As I eventually found out, it is possible to buy Pokémon cards at retail price. It just takes a bit of time and luck. My search quickly took me from Reddit to the OakLabs Poké Alerts Discord server, which a moderator of r/PokemonDealsUK has set up to try and help buyers find stock. So far it's been the most useful resource out there. There are stock alert pings, people sharing successful finds in the wild, and links to lotteries (like the Amazon one) run by other independent shops. Although stock still sells quickly, the Discord is full of people who've managed to beat the odds and buy the packs they want.

My first bit of luck, however, came from somewhere a bit more traditional: a local card shop in South West England. Bath TCG came up when I searched for places to buy cards near me, and I gave them a call without really expecting much. I was pleasantly surprised. They told me that they'd have stock of the new set, Chaos Rising, in for release day, and because they limit pack purchases to two per customer, they were expecting to have enough for everyone.

I headed down for the launch and found that the system worked.

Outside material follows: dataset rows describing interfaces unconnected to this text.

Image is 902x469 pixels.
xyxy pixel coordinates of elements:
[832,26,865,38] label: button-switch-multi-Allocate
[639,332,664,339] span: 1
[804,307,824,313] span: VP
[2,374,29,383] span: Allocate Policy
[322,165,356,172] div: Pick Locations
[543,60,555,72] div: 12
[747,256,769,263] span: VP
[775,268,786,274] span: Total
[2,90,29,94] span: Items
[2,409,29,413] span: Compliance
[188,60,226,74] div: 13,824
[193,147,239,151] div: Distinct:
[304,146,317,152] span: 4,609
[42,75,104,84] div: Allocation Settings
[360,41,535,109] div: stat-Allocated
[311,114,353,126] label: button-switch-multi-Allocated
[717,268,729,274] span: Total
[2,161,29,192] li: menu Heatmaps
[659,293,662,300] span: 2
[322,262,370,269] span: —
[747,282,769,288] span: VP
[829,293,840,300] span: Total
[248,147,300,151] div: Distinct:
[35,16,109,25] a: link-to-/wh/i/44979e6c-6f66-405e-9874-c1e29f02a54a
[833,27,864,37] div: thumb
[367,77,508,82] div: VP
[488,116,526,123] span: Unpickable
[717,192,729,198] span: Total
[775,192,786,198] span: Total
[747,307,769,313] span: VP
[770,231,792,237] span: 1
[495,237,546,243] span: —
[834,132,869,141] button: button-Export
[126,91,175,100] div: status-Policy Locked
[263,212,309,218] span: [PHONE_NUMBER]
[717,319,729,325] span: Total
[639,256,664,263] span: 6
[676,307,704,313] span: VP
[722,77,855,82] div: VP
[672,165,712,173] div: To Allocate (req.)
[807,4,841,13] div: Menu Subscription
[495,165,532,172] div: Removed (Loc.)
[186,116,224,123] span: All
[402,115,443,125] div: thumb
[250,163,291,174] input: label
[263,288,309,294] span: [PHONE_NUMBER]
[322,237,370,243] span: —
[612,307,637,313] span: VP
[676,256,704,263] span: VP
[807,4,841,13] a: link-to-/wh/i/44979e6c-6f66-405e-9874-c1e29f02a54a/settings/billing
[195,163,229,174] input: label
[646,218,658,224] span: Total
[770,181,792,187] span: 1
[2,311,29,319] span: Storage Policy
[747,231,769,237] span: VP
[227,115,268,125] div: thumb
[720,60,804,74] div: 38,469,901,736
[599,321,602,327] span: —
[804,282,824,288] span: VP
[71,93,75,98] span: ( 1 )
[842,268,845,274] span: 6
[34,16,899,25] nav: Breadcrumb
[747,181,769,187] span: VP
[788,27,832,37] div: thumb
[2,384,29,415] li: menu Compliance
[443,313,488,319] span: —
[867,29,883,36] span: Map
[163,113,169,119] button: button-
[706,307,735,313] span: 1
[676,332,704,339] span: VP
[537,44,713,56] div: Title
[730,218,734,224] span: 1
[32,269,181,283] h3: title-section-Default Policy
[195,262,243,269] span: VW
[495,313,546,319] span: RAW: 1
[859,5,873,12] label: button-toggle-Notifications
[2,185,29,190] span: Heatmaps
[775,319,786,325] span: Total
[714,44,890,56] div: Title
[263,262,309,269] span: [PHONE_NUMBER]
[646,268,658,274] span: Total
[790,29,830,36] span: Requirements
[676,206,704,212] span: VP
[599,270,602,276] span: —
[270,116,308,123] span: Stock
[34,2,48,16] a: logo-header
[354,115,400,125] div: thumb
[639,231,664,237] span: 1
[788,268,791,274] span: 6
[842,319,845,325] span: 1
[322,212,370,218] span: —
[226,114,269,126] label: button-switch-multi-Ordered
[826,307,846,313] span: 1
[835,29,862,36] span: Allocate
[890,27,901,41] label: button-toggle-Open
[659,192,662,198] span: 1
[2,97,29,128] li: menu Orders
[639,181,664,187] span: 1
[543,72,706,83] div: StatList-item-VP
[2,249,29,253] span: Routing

As promised, rather than an empty shelf, the card packs were ready and waiting. I was finally able to pick some up.

A hand holding two packs of Chaos Rising Pokemon cards.
Success at last! Credit: Sam Haysom

Before I left, I caught up with 35-year-old store owner, Ben Thyer, who described the current boom as a "perfect storm" created by a rise in Pokémon card streamers, flashy celebrity headlines like Logan Paul's $16 million Pikachu Illustrator record auction, and the fact that 2026 is the 30th anniversary of the card game.

"We're seeing the people that would buy trainers and stuff, to flip for profit, now coming over to Pokémon to do the same thing," Thyer told me. "It used to be you could buy Pokémon, everyone would buy it to open and enjoy, some people would keep it sealed but the return would be in four, five, six years. Currently, because of how the market is and how sparse it is, the return is instant."

Unlike many retailers, Bath TCG counters this with a tiered system. Players of the game are in Tier 1, loyal customers — who've already made several purchases — are in Tier 2, and everyone else is in Tier 3. All booster packs are limited to a certain number per customer, depending on the tier they fall into. Seals on booster boxes are broken to discourage resellers. All of this means that the stock doesn't immediately vanish when the doors open, and there are enough packs for everyone.

Three boxes of Chaos Rising  Pokemon  cards stand on a shop counter.
Seals are broken by staff to put off resellers. Credit: Sam Haysom

When I asked Thyer why distributors aren't simply supplying more cards to meet demand, he said that they are. But demand also means more retailers are ordering from distributors, including stores like Hobbycraft and The Entertainer that didn't used to sell Pokémon cards. This means the likes of Bath TCG aren't able to get any additional stock, despite stock levels in the UK being higher overall.

And as for whether or not this stock scarcity situation will change anytime soon? Thyer wasn't too hopeful.

"This is like a cyclical thing that we see sort of every three to four years, but it normally lasts six to nine months and it's not that intense," he said. "It's not really showing any signs of slowing down at the moment."